If these soft Dems are left-leaning independents, that would make it even easier for them to become right-leaning independents, followed by becoming Republican voters in the election. But either way, going full-on rogue can't help but drive away establishmentarian supporters, who generally make up the bulk of political support in any campaign.
Dafydd
(3) Beldar made the following comment | Aug 16, 2012 4:56:00 PM | Permalink
Dafydd: Good points all, but small ones, in my judgment, that don't come close to outweighing either (a) the detriment from keeping Biden or (b) the potential benefits to the ticket of replacing Biden with Hillary. Obama admits to nothing, ever; and those who are capable and inclined to draw inferences about him regarding his judgment or loyalty already have way more than ample examples from which to reach the same negative judgments about him. When has Obama ever been sensitive about seeming to pander? His whole presidency is based on pandering! And FDR didn't seem to suffer from any of the detriments you hypothesize. I just don't agree that a pro-Joe backlash would switch a single state; to the contrary, on any rational calculation of net benefits, adding Hillary is likely to help Obama in every state. (Women live in all of them, for one thing.)

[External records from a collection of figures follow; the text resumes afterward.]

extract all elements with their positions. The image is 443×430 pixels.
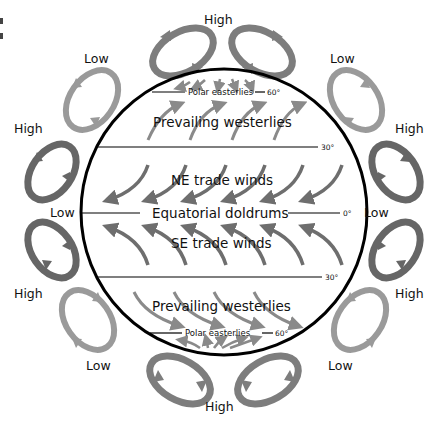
- label-south-polar-easterlies: Polar easterlies: [185, 328, 251, 338]
- cell-right-lower-light: [323, 280, 397, 359]
- cell-right-upper-dark: [362, 135, 430, 209]
- south-polar-easterly-arrows: [180, 338, 258, 348]
- label-south-westerlies: Prevailing westerlies: [152, 298, 291, 314]
- cell-left-upper-light: [55, 60, 129, 139]
- label-low-right-lower: Low: [328, 358, 353, 373]
- label-low-right-equator: Low: [364, 205, 389, 220]
- label-north-polar-easterlies: Polar easterlies: [188, 87, 254, 97]
- label-ne-trades: NE trade winds: [171, 172, 273, 188]
- label-low-left-upper: Low: [84, 51, 109, 66]
- cell-right-lower-dark: [362, 213, 430, 287]
- label-lat-60n: 60°: [267, 88, 281, 97]
- label-high-left-upper: High: [14, 121, 43, 136]
- label-lat-60s: 60°: [275, 329, 289, 338]
- label-equatorial-doldrums: Equatorial doldrums: [152, 205, 289, 221]
- label-lat-30s: 30°: [325, 273, 339, 282]
- cell-left-lower-dark: [18, 213, 86, 287]
- label-high-bottom: High: [205, 399, 234, 414]
- cell-left-lower-light: [51, 280, 125, 359]
- label-low-left-equator: Low: [50, 205, 75, 220]
- cell-left-upper-dark: [18, 135, 86, 209]
- label-low-left-lower: Low: [86, 358, 111, 373]
- label-low-right-upper: Low: [330, 51, 355, 66]
- label-se-trades: SE trade winds: [171, 235, 272, 251]
- label-high-top: High: [204, 12, 233, 27]
- label-high-left-lower: High: [14, 286, 43, 301]
- label-north-westerlies: Prevailing westerlies: [153, 114, 292, 130]
- label-high-right-lower: High: [395, 286, 424, 301]
- label-lat-30n: 30°: [321, 143, 335, 152]
- circulation-diagram: Polar easterlies 60° Prevailing westerli…: [0, 0, 443, 430]
- cell-right-upper-light: [319, 60, 393, 139]
- cell-bottom-right: [229, 346, 306, 414]
- label-high-right-upper: High: [395, 121, 424, 136]
- label-equator: 0°: [343, 209, 352, 218]
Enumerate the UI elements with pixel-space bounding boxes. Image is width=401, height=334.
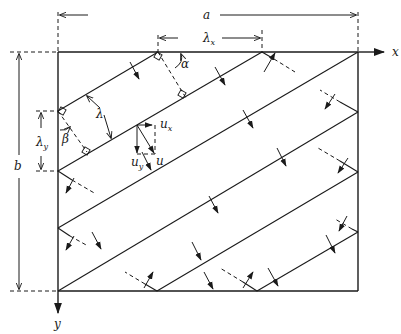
wave-reflection-diagram: x y a λx b λy [0, 0, 401, 334]
x-axis: x [358, 45, 399, 59]
label-b: b [14, 159, 22, 173]
propagation-arrows [66, 53, 348, 289]
label-alpha: α [181, 57, 189, 71]
label-lambda: λ [95, 107, 104, 121]
x-axis-label: x [392, 45, 399, 59]
y-axis-label: y [53, 317, 61, 331]
domain-rectangle [58, 52, 358, 291]
dimension-lambda-y: λy [35, 111, 58, 171]
label-lambda-x: λx [202, 31, 216, 47]
label-lambda-y: λy [35, 135, 49, 151]
label-u: u [156, 154, 164, 168]
label-u-x: ux [160, 117, 173, 133]
reflected-waves [58, 52, 358, 291]
y-axis: y [53, 291, 61, 331]
label-u-y: uy [131, 155, 144, 171]
label-a: a [203, 8, 210, 22]
dimension-lambda-x: λx [158, 30, 262, 52]
wave-crest-lines [58, 52, 358, 291]
label-beta: β [61, 132, 69, 146]
dimension-a: a [58, 8, 358, 52]
wavelength-construction: λ β [58, 96, 111, 155]
velocity-decomposition: ux uy u [131, 117, 173, 171]
angle-alpha-construction: α [154, 52, 189, 98]
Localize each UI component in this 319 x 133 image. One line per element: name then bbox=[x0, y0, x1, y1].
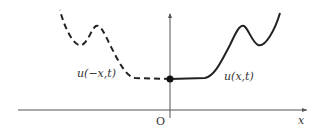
x-axis-arrow bbox=[302, 108, 307, 112]
even-extension-diagram: u(−x,t) u(x,t) O x bbox=[0, 0, 319, 133]
label-right-curve: u(x,t) bbox=[224, 70, 254, 83]
label-x-axis: x bbox=[298, 114, 305, 127]
origin-value-dot bbox=[167, 76, 174, 83]
label-left-curve: u(−x,t) bbox=[77, 67, 116, 80]
y-axis-arrow bbox=[168, 13, 172, 18]
label-origin: O bbox=[156, 115, 165, 128]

Mr. Koster: Joe Biden is certainly aware that he's never going to hold elected office, nor any significant appointed position, ever again. All that's needed is some fig leaf, which he will gratefully grasp, and then he will cooperate fully. So Biden will make him Ambassador Plenipotentiary to NATO, or appoint him to head the next commission to find ways to save Social Security and Medicare, or whatever. Biden's alternative is that the last people who are pretending he's competent — Obama and his minions — drop that pretense, meaning Biden goes down as the biggest joke in the history of the vice presidency. (That's no small achievement, but right now he's still tied with several others.) And if he does get angry or make a fuss, again, who cares? He has no constituency, neither geographic nor otherwise. But for the fact that he's a heartbeat from the presidency, he's already a political eunuch. Unless he knows some impeachment-causing or election-losing skeleton in Obama's closet, he's no threat.
(4) Milhouse made the following comment | Aug 17, 2012 1:30:01 PM | Permalink
And FDR didn't seem to suffer from any of the detriments you hypothesize.
Do you mean when he dumped Garner for Wallace, or Wallace for Truman? Garner ran against FDR in 1940, openly opposed his policies, and was against anyone having a third term, so there was no way he was going to be asked to stay on the ticket, or that he could accept if asked. Wallace's dumping was forced on FDR, because all the D insiders knew that he was unlikely to live through the term, and the D powerbrokers refused to allow a communist president.
(5) Beldar made the following comment | Aug 17, 2012 2:14:58 PM | Permalink
I don't think FDR suffered from dumping either Garner (whose description of the vice presidency still defines the office) or Wallace.